The Irving G. Thalberg award goes to Dino De Laurentiis

03/25/2001

By Jane Sumner / The Dallas Morning News

This year, Oscar's Oscar, a k a the Irving G. Thalberg Memorial Award, goes to a bigger Comeback Kid than Bill Clinton. Only Dino De Laurentiis is no kid.

But at 81, the son of a Naples pasta maker is still doing what he's done with passion for 61 years – producing films. His latest is the $151 million-grossing hit Hannibal.

The Academy of Motion Picture Arts and Sciences' highest honor commemorates the 1920s and 30s wunderkind, who supervised more films than anybody in Hollywood.

Voted on by the academy's board of directors, a bronze bust of the production tycoon is presented for "the most consistent high level of production achievement by an individual producer."

Actually, De Laurentiis' level hasn't always been tip-top. His 200 some films include such turkeys as Orca, The Bible (Leonard Maltin recommended reading the book instead), Hurricane, Tai-Pan and (errgh!) Dune.

But in post-war Italian cinema, the feisty risktaker was a vital force, producing such gems as Bitter Rice, La Strada and The Nights of Cabiria.

Later, he would produce cult faves Blue Velvet, Barbarella, Conan the Barbarian and Manhunter, a kind of prequel to The Silence of the Lambs.

These days he oversees one or two films a year with producing partner-wife Martha, whom he met on the set of Ragtime, where she was New York production accountant.

At 17, the movie-crazy would-be actor left home to go to the Centro Sperimentale di Cinematografia, the film school created by Mussolini in Rome. By the time he was 20, no longer enamored of acting, he produced his first film L'Amore Canta in Turin.

Back from the army after World War II, he returned to producing with the erotic "neorealistic'' hit Bitter Rice, starring sultry Silvana Mangano, who became his first wife in 1949.

With Carlo Ponti (Sophia Loren's hubby), he formed a company in the `50s that produced the Federico Fellini masterworks La Strada and The Nights of Cabiria. Both won foreign-language Oscars.

After the partnership with Ponti dissolved in 1957, he built Dinocitta ("Dino City''), a huge studio center near Rome, and launched such overblown Hollywood-star spectacles as Ulysses, War and Peace and Anzio.

But in the early `70s economic problems forced him to close the film center, sell it to the government and move to the United States. He blames his withdrawal on legislation requiring government-subsidized films to hire all Italians, thus putting an end to his international productions.

At first he flourished in the States with thrillers such as Serpico, Death Wish and Three Days of the Condor, but a series of big-budget bombs, such as King Kong Lives, which cost $21 million and took in less than $2 million, undermined De Laurentiis Entertainment Group (DEG) and its 32-acre studio in Wilmington, N.C.

Finally, in 1988 he was forced to resign as DEG board chairman. Not long afterward he filed for bankruptcy, and his estranged wife Mangano filed for divorce.

But he surfaced again with Dino De Laurentiis Communications, producing a string of no-starters but hitting it big with Assassins starring Sylvester Stallone and Antonio Banderas in 1995.

The legendary producer, who says he'll go on making films until he dies, won't be content to sit on his Thalberg. Even now he's working with Oscar-winning screenwriter Ted Tally (The Silence of the Lambs) on adapting Red Dragon, the Thomas Harris book that introduced man-eating Dr. Lektor, now known as Lecter.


• _ASSIGNMENT_
Reproduce every line of the listing as written, apart from the pictures.

• _PROVIDED ENTRIES_
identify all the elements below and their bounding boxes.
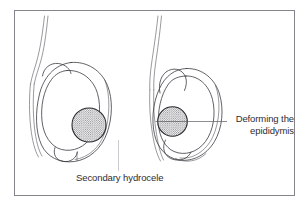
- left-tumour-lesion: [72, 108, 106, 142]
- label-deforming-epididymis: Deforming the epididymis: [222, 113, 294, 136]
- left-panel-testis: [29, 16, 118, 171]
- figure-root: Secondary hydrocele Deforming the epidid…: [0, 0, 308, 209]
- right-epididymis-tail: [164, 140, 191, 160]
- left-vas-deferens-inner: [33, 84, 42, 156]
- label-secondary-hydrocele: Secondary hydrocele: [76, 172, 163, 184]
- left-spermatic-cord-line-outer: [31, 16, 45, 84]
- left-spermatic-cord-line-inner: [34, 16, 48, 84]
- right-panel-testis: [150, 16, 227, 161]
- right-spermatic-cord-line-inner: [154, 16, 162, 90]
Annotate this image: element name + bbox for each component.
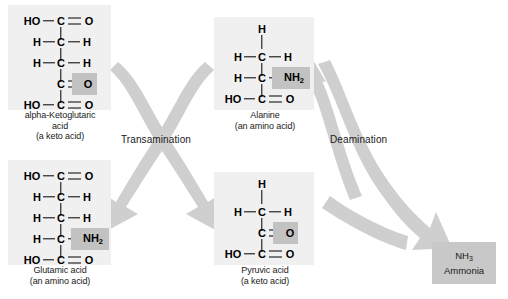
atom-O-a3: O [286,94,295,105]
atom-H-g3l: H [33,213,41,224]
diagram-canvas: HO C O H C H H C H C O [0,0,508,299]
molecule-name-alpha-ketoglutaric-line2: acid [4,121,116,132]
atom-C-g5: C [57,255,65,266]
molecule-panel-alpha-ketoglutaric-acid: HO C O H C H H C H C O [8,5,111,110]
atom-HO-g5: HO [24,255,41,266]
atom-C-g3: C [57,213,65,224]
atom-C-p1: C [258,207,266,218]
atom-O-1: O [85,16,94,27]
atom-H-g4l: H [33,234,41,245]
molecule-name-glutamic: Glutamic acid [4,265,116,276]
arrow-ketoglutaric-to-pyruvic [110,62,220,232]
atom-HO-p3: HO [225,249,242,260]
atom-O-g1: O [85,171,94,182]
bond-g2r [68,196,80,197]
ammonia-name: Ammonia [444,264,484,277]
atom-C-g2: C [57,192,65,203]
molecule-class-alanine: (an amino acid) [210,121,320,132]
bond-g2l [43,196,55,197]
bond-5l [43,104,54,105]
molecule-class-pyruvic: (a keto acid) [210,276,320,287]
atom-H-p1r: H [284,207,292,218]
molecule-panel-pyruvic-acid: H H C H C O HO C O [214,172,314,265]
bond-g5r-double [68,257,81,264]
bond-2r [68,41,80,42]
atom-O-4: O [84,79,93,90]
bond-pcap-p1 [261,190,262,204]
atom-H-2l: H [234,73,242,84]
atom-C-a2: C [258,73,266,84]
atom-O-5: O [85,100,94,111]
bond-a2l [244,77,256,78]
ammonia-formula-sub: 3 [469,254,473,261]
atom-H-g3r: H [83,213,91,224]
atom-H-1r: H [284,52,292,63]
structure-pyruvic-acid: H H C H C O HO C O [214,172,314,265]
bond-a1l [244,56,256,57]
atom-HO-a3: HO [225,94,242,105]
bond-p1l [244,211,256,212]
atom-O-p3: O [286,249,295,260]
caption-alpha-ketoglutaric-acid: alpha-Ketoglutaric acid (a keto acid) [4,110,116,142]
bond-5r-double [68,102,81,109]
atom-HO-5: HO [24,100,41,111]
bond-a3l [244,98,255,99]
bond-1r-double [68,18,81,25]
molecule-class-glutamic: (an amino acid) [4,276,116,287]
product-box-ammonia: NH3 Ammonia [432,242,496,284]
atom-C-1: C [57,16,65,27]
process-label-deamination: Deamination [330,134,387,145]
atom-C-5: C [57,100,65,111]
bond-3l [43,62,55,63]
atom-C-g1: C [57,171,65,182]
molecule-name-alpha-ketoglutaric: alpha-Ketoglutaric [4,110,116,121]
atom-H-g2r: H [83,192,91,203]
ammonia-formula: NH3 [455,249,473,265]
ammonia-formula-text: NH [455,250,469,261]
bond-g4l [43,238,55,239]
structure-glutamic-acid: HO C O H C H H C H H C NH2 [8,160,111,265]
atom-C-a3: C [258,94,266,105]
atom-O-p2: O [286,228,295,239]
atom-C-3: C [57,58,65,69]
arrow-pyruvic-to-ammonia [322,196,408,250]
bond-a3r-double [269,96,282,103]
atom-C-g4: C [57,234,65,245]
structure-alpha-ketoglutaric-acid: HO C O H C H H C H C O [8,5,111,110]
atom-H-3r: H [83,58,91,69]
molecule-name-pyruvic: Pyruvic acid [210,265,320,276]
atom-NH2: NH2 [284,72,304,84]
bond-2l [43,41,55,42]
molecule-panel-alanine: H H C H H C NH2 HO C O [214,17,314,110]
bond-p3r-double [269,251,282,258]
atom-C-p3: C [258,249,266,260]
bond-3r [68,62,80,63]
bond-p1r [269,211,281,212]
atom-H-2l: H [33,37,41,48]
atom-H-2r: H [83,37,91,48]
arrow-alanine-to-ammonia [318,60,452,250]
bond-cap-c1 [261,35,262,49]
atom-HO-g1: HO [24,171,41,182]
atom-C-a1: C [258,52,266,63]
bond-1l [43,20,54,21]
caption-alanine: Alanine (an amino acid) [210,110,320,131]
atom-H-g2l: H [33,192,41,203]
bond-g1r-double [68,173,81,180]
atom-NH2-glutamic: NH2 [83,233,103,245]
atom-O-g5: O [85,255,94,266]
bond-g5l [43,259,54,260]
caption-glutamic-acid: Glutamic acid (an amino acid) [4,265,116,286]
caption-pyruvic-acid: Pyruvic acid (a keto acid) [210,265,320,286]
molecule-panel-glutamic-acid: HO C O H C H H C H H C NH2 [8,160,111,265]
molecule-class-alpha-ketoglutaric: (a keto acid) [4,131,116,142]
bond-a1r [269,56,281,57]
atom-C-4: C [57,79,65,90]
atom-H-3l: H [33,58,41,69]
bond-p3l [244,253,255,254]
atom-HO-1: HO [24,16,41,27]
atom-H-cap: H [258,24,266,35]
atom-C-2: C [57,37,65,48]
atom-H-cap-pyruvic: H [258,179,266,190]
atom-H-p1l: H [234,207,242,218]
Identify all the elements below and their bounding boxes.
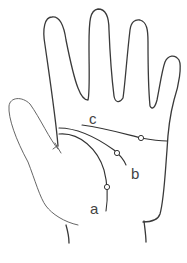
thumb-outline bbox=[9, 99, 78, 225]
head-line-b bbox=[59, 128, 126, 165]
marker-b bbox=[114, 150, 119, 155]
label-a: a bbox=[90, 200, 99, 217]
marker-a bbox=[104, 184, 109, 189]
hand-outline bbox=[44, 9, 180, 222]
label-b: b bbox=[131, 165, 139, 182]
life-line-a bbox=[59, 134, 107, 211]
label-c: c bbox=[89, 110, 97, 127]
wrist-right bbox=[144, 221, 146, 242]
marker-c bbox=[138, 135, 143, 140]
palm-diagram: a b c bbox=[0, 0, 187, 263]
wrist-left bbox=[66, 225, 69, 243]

• _SOLUTION FOR THIS EXERCISE_
identify all the elements below and their bounding boxes.
- left-tumour-lesion: [72, 108, 106, 142]
- label-deforming-epididymis: Deforming the epididymis: [222, 113, 294, 136]
- left-panel-testis: [29, 16, 118, 171]
- figure-root: Secondary hydrocele Deforming the epidid…: [0, 0, 308, 209]
- right-epididymis-tail: [164, 140, 191, 160]
- left-vas-deferens-inner: [33, 84, 42, 156]
- label-secondary-hydrocele: Secondary hydrocele: [76, 172, 163, 184]
- left-spermatic-cord-line-outer: [31, 16, 45, 84]
- left-spermatic-cord-line-inner: [34, 16, 48, 84]
- right-panel-testis: [150, 16, 227, 161]
- right-spermatic-cord-line-inner: [154, 16, 162, 90]
Annotate this image: element name + bbox for each component.
atom-O-a3: O [286,94,295,105]
atom-H-g3l: H [33,213,41,224]
diagram-canvas: HO C O H C H H C H C O [0,0,508,299]
molecule-name-alpha-ketoglutaric-line2: acid [4,121,116,132]
atom-C-g5: C [57,255,65,266]
molecule-panel-alpha-ketoglutaric-acid: HO C O H C H H C H C O [8,5,111,110]
atom-HO-g5: HO [24,255,41,266]
atom-C-g3: C [57,213,65,224]
atom-C-p1: C [258,207,266,218]
atom-O-1: O [85,16,94,27]
atom-H-g4l: H [33,234,41,245]
molecule-name-glutamic: Glutamic acid [4,265,116,276]
arrow-ketoglutaric-to-pyruvic [110,62,220,232]
atom-HO-p3: HO [225,249,242,260]
atom-O-g1: O [85,171,94,182]
bond-g2r [68,196,80,197]
ammonia-name: Ammonia [444,264,484,277]
atom-C-g2: C [57,192,65,203]
molecule-class-alanine: (an amino acid) [210,121,320,132]
bond-g2l [43,196,55,197]
bond-5l [43,104,54,105]
molecule-class-pyruvic: (a keto acid) [210,276,320,287]
atom-H-p1r: H [284,207,292,218]
molecule-panel-pyruvic-acid: H H C H C O HO C O [214,172,314,265]
bond-g5r-double [68,257,81,264]
bond-2r [68,41,80,42]
atom-O-4: O [84,79,93,90]
bond-pcap-p1 [261,190,262,204]
atom-H-2l: H [234,73,242,84]
atom-C-a2: C [258,73,266,84]
atom-O-5: O [85,100,94,111]
bond-a2l [244,77,256,78]
ammonia-formula-sub: 3 [469,254,473,261]
atom-H-g3r: H [83,213,91,224]
atom-H-1r: H [284,52,292,63]
structure-pyruvic-acid: H H C H C O HO C O [214,172,314,265]
bond-a1l [244,56,256,57]
atom-HO-a3: HO [225,94,242,105]
bond-p1l [244,211,256,212]
atom-O-p3: O [286,249,295,260]
caption-alpha-ketoglutaric-acid: alpha-Ketoglutaric acid (a keto acid) [4,110,116,142]
bond-5r-double [68,102,81,109]
atom-HO-5: HO [24,100,41,111]
bond-a3l [244,98,255,99]
bond-1r-double [68,18,81,25]
molecule-class-glutamic: (an amino acid) [4,276,116,287]
product-box-ammonia: NH3 Ammonia [432,242,496,284]
atom-C-1: C [57,16,65,27]
process-label-deamination: Deamination [330,134,387,145]
atom-C-5: C [57,100,65,111]
bond-3l [43,62,55,63]
atom-C-g1: C [57,171,65,182]
molecule-name-alpha-ketoglutaric: alpha-Ketoglutaric [4,110,116,121]
atom-H-g2r: H [83,192,91,203]
ammonia-formula: NH3 [455,249,473,265]
ammonia-formula-text: NH [455,250,469,261]
bond-g4l [43,238,55,239]
structure-glutamic-acid: HO C O H C H H C H H C NH2 [8,160,111,265]
atom-C-a3: C [258,94,266,105]
atom-O-p2: O [286,228,295,239]
atom-C-3: C [57,58,65,69]
arrow-pyruvic-to-ammonia [322,196,408,250]
bond-a3r-double [269,96,282,103]
atom-C-g4: C [57,234,65,245]
structure-alpha-ketoglutaric-acid: HO C O H C H H C H C O [8,5,111,110]
atom-H-3r: H [83,58,91,69]
molecule-name-pyruvic: Pyruvic acid [210,265,320,276]
atom-NH2: NH2 [284,72,304,84]
bond-2l [43,41,55,42]
molecule-panel-alanine: H H C H H C NH2 HO C O [214,17,314,110]
bond-p3r-double [269,251,282,258]
atom-C-p3: C [258,249,266,260]
bond-3r [68,62,80,63]
bond-p1r [269,211,281,212]
atom-H-2l: H [33,37,41,48]
atom-H-2r: H [83,37,91,48]
arrow-alanine-to-ammonia [318,60,452,250]
bond-cap-c1 [261,35,262,49]
atom-HO-g1: HO [24,171,41,182]
atom-C-a1: C [258,52,266,63]
bond-1l [43,20,54,21]
caption-alanine: Alanine (an amino acid) [210,110,320,131]
atom-H-g2l: H [33,192,41,203]
bond-g1r-double [68,173,81,180]
atom-NH2-glutamic: NH2 [83,233,103,245]
atom-O-g5: O [85,255,94,266]
bond-g5l [43,259,54,260]
caption-glutamic-acid: Glutamic acid (an amino acid) [4,265,116,286]
caption-pyruvic-acid: Pyruvic acid (a keto acid) [210,265,320,286]
molecule-panel-glutamic-acid: HO C O H C H H C H H C NH2 [8,160,111,265]
molecule-class-alpha-ketoglutaric: (a keto acid) [4,131,116,142]
bond-a1r [269,56,281,57]
atom-C-4: C [57,79,65,90]
atom-H-3l: H [33,58,41,69]
bond-p3l [244,253,255,254]
atom-HO-1: HO [24,16,41,27]
atom-H-cap: H [258,24,266,35]
atom-C-2: C [57,37,65,48]
atom-H-cap-pyruvic: H [258,179,266,190]
atom-H-p1l: H [234,207,242,218]
Identify all the elements below and their bounding boxes.
thumb-outline bbox=[9, 99, 78, 225]
head-line-b bbox=[59, 128, 126, 165]
marker-b bbox=[114, 150, 119, 155]
label-a: a bbox=[90, 200, 99, 217]
marker-a bbox=[104, 184, 109, 189]
hand-outline bbox=[44, 9, 180, 222]
label-b: b bbox=[131, 165, 139, 182]
life-line-a bbox=[59, 134, 107, 211]
label-c: c bbox=[89, 110, 97, 127]
wrist-right bbox=[144, 221, 146, 242]
marker-c bbox=[138, 135, 143, 140]
palm-diagram: a b c bbox=[0, 0, 187, 263]
wrist-left bbox=[66, 225, 69, 243]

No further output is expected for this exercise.